Article - Mapping Palestine: Decolonizing Spatial Practices

“The practice of mapping in Palestine-Israel has long been an exercise in power, imperialism, and dispossession.” So writes Zena Agha in her recent policy brief for Al-Shabaka. But how can maps be reclaimed as tools for resistance? And can they be utilized to help envision a different Palestinian future?

In our first policy lab of 2020, Zena Agha and Ahmad Barclay discuss the ways in which maps and other visualization tools serve as sites to entrench power disparities as well as to empower communities to reimagine their colonized homelands.

Zena Agha is the Interim Director of the British Palestinian Committee. She previously served as Al-Shabaka’s US Policy Fellow (2017–2019), where her research focused on Israeli spatial practices, climate change, and Palestinian adaptive capacities. She was awarded the Kennedy Scholarship to pursue an MA in Middle Eastern Studies at Harvard University and holds a PhD from Newcastle University, where her research examined colonial cartography in Palestine. Her writing has appeared in The New York Times, Foreign Policy, The Nation, The Independent, Foreign Affairs, NPR, and El País.

Ahmad Barclay is an architect, designer, and data visualization specialist currently serving as Head of Advanced Data Formats at the Office for National Statistics in the UK. He is a founding partner of Visualizing Impact, a visual communication studio whose projects include Visualizing Palestine. He previously worked with DAAR (Decolonizing Architecture Art Residency) on the “Laboratory of Returns” project, investigating architectural models for the return of Palestinian refugees, and his research has focused on architecture and planning as tools of spatial resistance in the Palestinian struggle.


▶ **Your instructions**: Excerpt from the entries below: please repeat exactly the lines from the one containing "Image is 980x424 pixels." through the last one, both ends included, with no pictures.

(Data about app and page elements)
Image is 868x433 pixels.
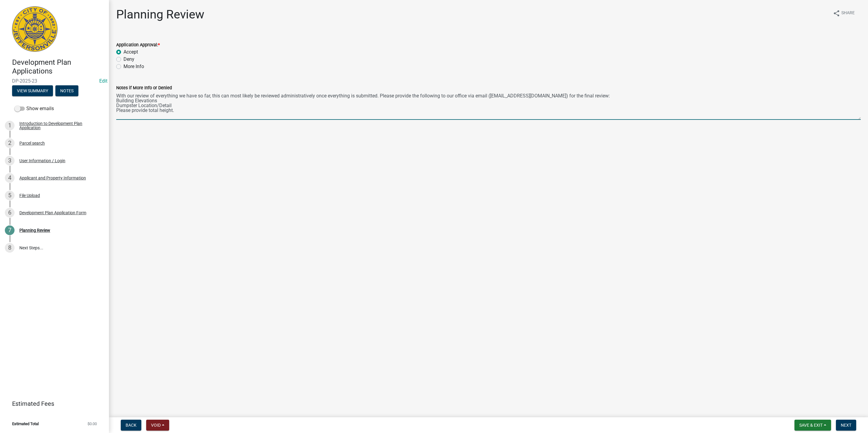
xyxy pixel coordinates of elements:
[15,105,54,112] label: Show emails
[19,194,40,198] div: File Upload
[56,88,79,93] wm-modal-confirm: Notes
[794,420,831,431] button: Save & Exit
[828,7,860,19] button: shareShare
[19,176,86,180] div: Applicant and Property Information
[12,88,53,93] wm-modal-confirm: Summary
[56,86,79,96] button: Notes
[19,228,50,233] div: Planning Review
[120,420,141,431] button: Back
[151,423,161,427] span: Void
[123,63,144,70] label: More Info
[19,141,45,145] div: Parcel search
[5,191,15,200] div: 5
[5,208,15,218] div: 6
[12,78,97,84] span: DP-2025-23
[12,6,58,52] img: City of Jeffersonville, Indiana
[123,56,134,63] label: Deny
[5,139,15,148] div: 2
[146,420,169,431] button: Void
[5,156,15,166] div: 3
[12,58,104,76] h4: Development Plan Applications
[123,49,138,56] label: Accept
[100,78,107,84] wm-modal-confirm: Edit Application Number
[836,420,856,431] button: Next
[5,226,15,235] div: 7
[5,397,100,410] a: Estimated Fees
[5,243,15,253] div: 8
[5,173,15,183] div: 4
[799,423,823,427] span: Save & Exit
[19,121,100,129] div: Introduction to Development Plan Application
[125,423,136,427] span: Back
[100,78,107,84] a: Edit
[833,10,840,17] i: share
[116,7,204,22] h1: Planning Review
[841,423,851,427] span: Next
[19,211,86,215] div: Development Plan Application Form
[116,86,172,90] label: Notes if More Info or Denied
[12,422,39,426] span: Estimated Total
[841,10,855,17] span: Share
[88,422,97,426] span: $0.00
[116,43,160,47] label: Application Approval:
[5,120,15,130] div: 1
[19,159,65,163] div: User Information / Login
[12,86,53,96] button: View Summary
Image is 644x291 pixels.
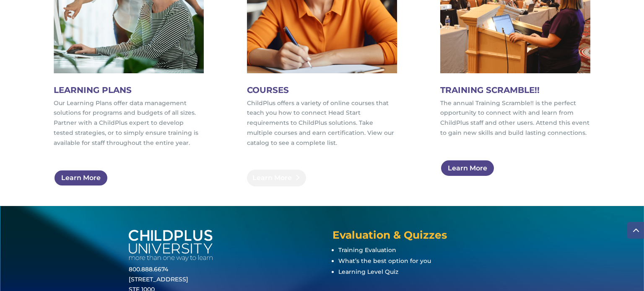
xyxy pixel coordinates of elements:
[247,169,306,187] a: Learn More
[54,99,204,148] p: Our Learning Plans offer data management solutions for programs and budgets of all sizes. Partner...
[129,266,168,273] a: 800.888.6674
[129,230,212,261] img: white-cpu-wordmark
[54,85,132,95] span: LEARNING PLANS
[339,246,397,254] a: Training Evaluation
[333,230,515,245] h4: Evaluation & Quizzes
[247,85,289,95] span: COURSES
[339,257,431,265] a: What’s the best option for you
[54,169,108,187] a: Learn More
[441,85,540,95] span: TRAINING SCRAMBLE!!
[441,160,495,177] a: Learn More
[339,268,399,276] a: Learning Level Quiz
[441,99,590,138] p: The annual Training Scramble!! is the perfect opportunity to connect with and learn from ChildPlu...
[247,99,397,148] p: ChildPlus offers a variety of online courses that teach you how to connect Head Start requirement...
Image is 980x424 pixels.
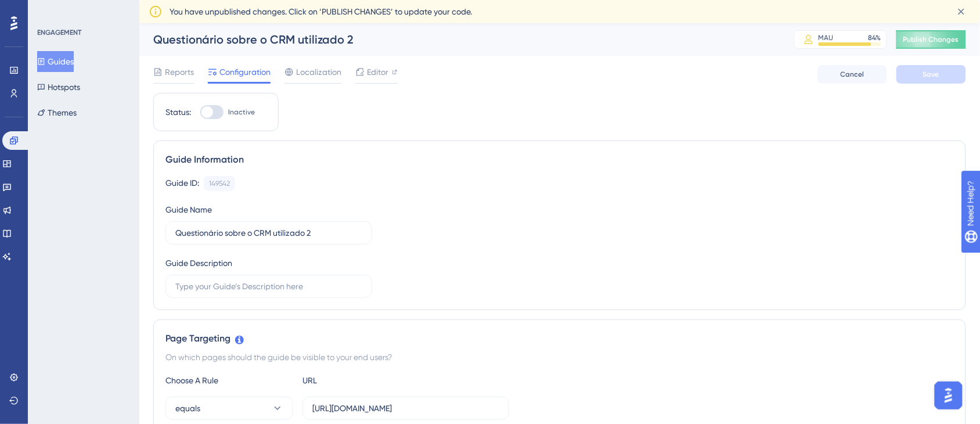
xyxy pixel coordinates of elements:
[228,107,255,117] span: Inactive
[176,401,201,415] span: equals
[37,51,74,72] button: Guides
[37,77,80,98] button: Hotspots
[219,65,270,79] span: Configuration
[903,35,959,44] span: Publish Changes
[869,33,882,42] div: 84 %
[165,203,212,216] div: Guide Name
[302,374,430,387] div: URL
[165,331,954,346] div: Page Targeting
[176,280,362,293] input: Type your Guide’s Description here
[923,70,939,79] span: Save
[841,70,865,79] span: Cancel
[27,3,73,17] span: Need Help?
[817,65,887,84] button: Cancel
[165,374,293,387] div: Choose A Rule
[165,350,954,364] div: On which pages should the guide be visible to your end users?
[209,179,230,188] div: 149542
[37,28,82,37] div: ENGAGEMENT
[165,256,232,270] div: Guide Description
[367,65,389,79] span: Editor
[165,105,191,119] div: Status:
[165,176,199,191] div: Guide ID:
[896,30,966,49] button: Publish Changes
[932,378,966,413] iframe: UserGuiding AI Assistant Launcher
[169,5,472,19] span: You have unpublished changes. Click on ‘PUBLISH CHANGES’ to update your code.
[165,396,293,420] button: equals
[165,65,194,79] span: Reports
[37,102,77,123] button: Themes
[165,153,954,167] div: Guide Information
[176,226,362,239] input: Type your Guide’s Name here
[819,33,834,42] div: MAU
[313,402,499,414] input: yourwebsite.com/path
[296,65,342,79] span: Localization
[896,65,966,84] button: Save
[154,31,766,48] div: Questionário sobre o CRM utilizado 2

▶ **Answer box**:
Image is 980x424 pixels.
xyxy pixel coordinates of elements:
[228,107,255,117] span: Inactive
[176,401,201,415] span: equals
[37,51,74,72] button: Guides
[37,77,80,98] button: Hotspots
[219,65,270,79] span: Configuration
[903,35,959,44] span: Publish Changes
[869,33,882,42] div: 84 %
[165,203,212,216] div: Guide Name
[302,374,430,387] div: URL
[165,331,954,346] div: Page Targeting
[176,280,362,293] input: Type your Guide’s Description here
[923,70,939,79] span: Save
[841,70,865,79] span: Cancel
[27,3,73,17] span: Need Help?
[817,65,887,84] button: Cancel
[165,374,293,387] div: Choose A Rule
[165,350,954,364] div: On which pages should the guide be visible to your end users?
[209,179,230,188] div: 149542
[37,28,82,37] div: ENGAGEMENT
[165,256,232,270] div: Guide Description
[367,65,389,79] span: Editor
[165,105,191,119] div: Status:
[165,176,199,191] div: Guide ID:
[896,30,966,49] button: Publish Changes
[932,378,966,413] iframe: UserGuiding AI Assistant Launcher
[169,5,472,19] span: You have unpublished changes. Click on ‘PUBLISH CHANGES’ to update your code.
[165,396,293,420] button: equals
[165,65,194,79] span: Reports
[37,102,77,123] button: Themes
[165,153,954,167] div: Guide Information
[176,226,362,239] input: Type your Guide’s Name here
[819,33,834,42] div: MAU
[313,402,499,414] input: yourwebsite.com/path
[296,65,342,79] span: Localization
[896,65,966,84] button: Save
[154,31,766,48] div: Questionário sobre o CRM utilizado 2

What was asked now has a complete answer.